Out For Justice (John Flynn, 1991)


Out For Justice is Cobra meets Goodfellas. I am not for one second going to suggest the film is as accomplished as Scorcese's masterpiece, but it introduces the rhythms of the mob movie in order to make the journey between traditional action movie beats much more interesting.

Crack addled wanna-be wiseguy Richie guns down a cop in broad daylight. Along with his small gang of tracksuit-wearing thugs he then cuts a path through Brooklyn, the unravelling of his sanity and self-control accelerating the body count of those that try to stand in his way. The mob wants him dead as much as the cops want him in jail. Steven Seagal's Gino Felino, an old friend and partner of the executed officer, wants him even more. And so Felino vows to hunt Richie down and bring him to justice. So far so conventional.

Out For Justice is littered with cliches, but they are dismissed as quickly as they are thrown at us. Seagal's character is a recently divorced one man army of a cop who takes no shit and dispenses brutal beatings well outside the parameters of his authority based entirely on his own sense of right or wrong. As such you'd expect the usual friction between him and his superiors, especially when flat-out asking to hunt down and kill a man. When Felino talks to his Captain about going after Richie ("Give me an unmarked and a shotgun") he receives no resistance what-so-ever. Even the Mob, who want to get Richie before Gino does, are generally co-operative and helpful even when being insulted by the renegade cop. The familiar beats are discarded as quickly as possible in order to get to the movies main purpose: To set up Richie as an utterly despicable character so that we can enjoy seeing him taken to pieces in the final act.

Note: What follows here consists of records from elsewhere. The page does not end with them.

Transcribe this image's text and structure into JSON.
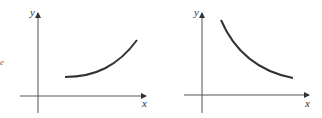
{
  "fragment_text": "e",
  "graphs": [
    {
      "id": "increasing",
      "x_label": "x",
      "y_label": "y",
      "curve": "increasing, concave up",
      "color": "#333333"
    },
    {
      "id": "decreasing",
      "x_label": "x",
      "y_label": "y",
      "curve": "decreasing, concave up",
      "color": "#333333"
    }
  ]
}
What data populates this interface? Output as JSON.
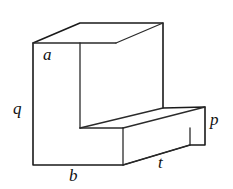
{
  "figure": {
    "name": "l-shaped-solid",
    "background_color": "#ffffff",
    "line_color": "#1a1a1a",
    "label_color": "#111111",
    "width_px": 233,
    "height_px": 189
  },
  "labels": {
    "a": "a",
    "q": "q",
    "b": "b",
    "t": "t",
    "p": "p"
  },
  "label_positions": {
    "a": "top face, near front-left corner of the tall upright block",
    "q": "left vertical edge, height of the tall upright block",
    "b": "bottom front edge, width of the upright block base",
    "t": "bottom front edge of the horizontal slab extending to the right",
    "p": "right end face of the horizontal slab, its height"
  },
  "geometry": {
    "projection": "oblique",
    "depth_offset": {
      "dx": 47,
      "dy": -20
    },
    "vertices": {
      "upright_front_top_left": [
        33,
        43
      ],
      "upright_front_top_right": [
        80,
        43
      ],
      "upright_back_top_left": [
        80,
        23
      ],
      "upright_back_top_right": [
        163,
        23
      ],
      "upright_front_bottom_left": [
        33,
        165
      ],
      "notch_inner_corner": [
        80,
        128
      ],
      "upright_back_right_low": [
        163,
        108
      ],
      "slab_front_top_left": [
        80,
        128
      ],
      "slab_front_top_right": [
        123,
        128
      ],
      "slab_back_top_right": [
        205,
        107
      ],
      "slab_front_bottom_left": [
        123,
        165
      ],
      "slab_front_bottom_right": [
        190,
        145
      ],
      "slab_back_bottom_right": [
        205,
        145
      ],
      "base_front_bottom_right": [
        123,
        165
      ]
    }
  }
}
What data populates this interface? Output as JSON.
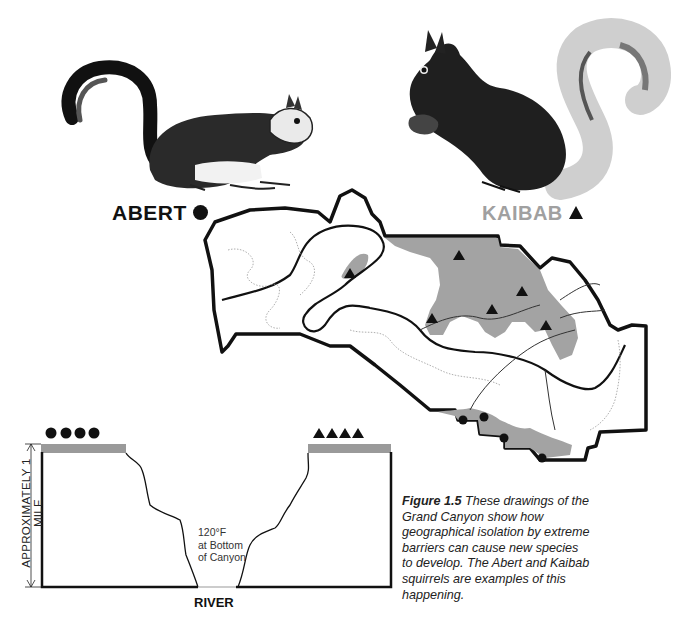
{
  "labels": {
    "abert": "ABERT",
    "kaibab": "KAIBAB"
  },
  "legend": {
    "abert_symbol": "circle",
    "kaibab_symbol": "triangle"
  },
  "cross_section": {
    "height_label": "APPROXIMATELY 1 MILE",
    "temperature_line1": "120°F",
    "temperature_line2": "at Bottom",
    "temperature_line3": "of Canyon",
    "river_label": "RIVER",
    "left_rim_markers": 4,
    "right_rim_markers": 4
  },
  "caption": {
    "figure_label": "Figure 1.5",
    "text": "These drawings of the Grand Canyon show how geographical isolation by extreme barriers can cause new species to develop. The Abert and Kaibab squirrels are examples of this happening."
  },
  "map": {
    "kaibab_markers": 7,
    "abert_markers": 4
  },
  "colors": {
    "range_fill": "#a3a3a3",
    "kaibab_label": "#a0a0a0",
    "ink": "#111111"
  }
}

The stakes are really small in this movie centering on loyalty, family and tradition more than they are global terrorism or a plot to pull off the biggest heist ever. To keep the momentum it needs the movie adopts a very loose approach to performance. Characters don't (always) blurt out hack cop-speak, but converse in a naturalistic, even improvisational, way. Seagal has never been a great actor but has always been comfortable delivering dialogue naturally. Here he riffs with Italian mobsters without a problem, bringing intensity and humour into the role without it ever feeling forced. Casting actors like William Forsythe and Gina Gershon help sell this energy and having The Beatsie Boys on the soundtrack also helps a little.

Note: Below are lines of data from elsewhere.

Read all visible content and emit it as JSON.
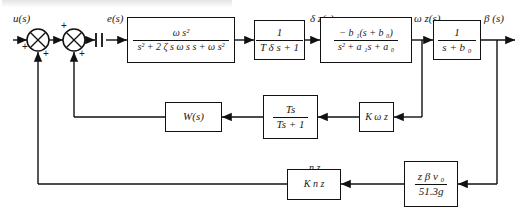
{
  "diagram": {
    "signals": {
      "input": "u(s)",
      "error": "e(s)",
      "delta_z": "δ z(s)",
      "omega_z": "ω z(s)",
      "beta": "β (s)",
      "n_z": "n z"
    },
    "sum_signs": {
      "j1_in": "+",
      "j1_fb": "+",
      "j2_in": "+",
      "j2_fb": "+"
    },
    "blocks": [
      {
        "id": "actuator-second-order",
        "numerator": "ω s²",
        "denominator": "s² + 2 ζ s ω s s + ω s²"
      },
      {
        "id": "servo-lag",
        "numerator": "1",
        "denominator": "T δ s + 1"
      },
      {
        "id": "airframe-rate",
        "numerator": "− b ₁(s + b ₀)",
        "denominator": "s² + a ₁s + a ₀"
      },
      {
        "id": "beta-integrator",
        "numerator": "1",
        "denominator": "s + b ₀"
      },
      {
        "id": "washout-filter",
        "numerator": "Ts",
        "denominator": "Ts + 1"
      },
      {
        "id": "shaping-filter",
        "label": "W(s)"
      },
      {
        "id": "rate-gain",
        "label": "K ω z"
      },
      {
        "id": "accel-gain",
        "label": "K n z"
      },
      {
        "id": "accel-sensor",
        "numerator": "z β v ₀",
        "denominator": "51.3g"
      }
    ]
  }
}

There is a scene half hour in that epitomises this mix. Felino walks into a bar looking for a lead on Richie. It's the old 'cop beats up a bar of thugs' scene but is again handled in a very different way. Rather than take on everyone in a sustained action set-piece Seagal works the room, using his size, presence and charisma to hold the attention of thugs and audience alike. As a cop he is a violent brute and one you'd probably want on
charges himself, but in the movie world there is great joy to be had watching him interrogate and humiliate these career criminals. Shit gets real when a slick-hairded wiseguy calls him out for hiding behind a badge and a gun. Felino empties his clip on the ground and tells everyone the badge is their trophy. One-by-one Felino is attacked, fending them off with pool cues, a hanky full of pool balls and whatever else comes to hand. It's familiar territory but handled like a Tommy DeVito tantrum. Even Felino's put-downs shy from the usual puns and tough talk, opting to refer to his target as a "chicken-shit fucking pussy asshole" and "a fucking puke who likes to pervert kids and stuff". On paper it's no less ridiculous than seeing Chuck Norris fight an army of bar thugs in Code of Silence, yet it is handled with an eye for naturalism that convinces you he can do this rather than just showing you he can. When Seagal leaves the bar in tight close-up and with a deep electronic heart-beat scoring him, you feel he has earned every bit of his place in the narrative as a tough guy.

Which makes it all the more cathartic when he finally meets up with Richie and destroys him. Felino doesn't even break a sweat making an absolute mess of this awful prick. The guy barely gets to even lay a finger on him. Whatever Richie attacks with (frying pan, rolling pin, corkscrew) Felino uses it against him. It's brutal, nasty and really quite funny, playing more like a Rik Mayall and Ade Edmondson sketch than an action finale.


I'm not trying to say this is anything other than an action movie. Ultimately it's just as absurd and politically dodgy as any cop on a rampage flick. The moment Seagal turns up to the scene of his best friend's murder in a sleeveless top and a beret you know what kind of movie you are watching. He even knocks someone out with a sausage at one point. Despite this Out For Justice valiantly tries to legitimise itself and, in doing so, separates itself from other action movies of the time. In the end it feels like a jazz cover of an 80's rock anthem: the melody and lyrics are still cliched and obvious, it just sounds so much looser, personal and natural.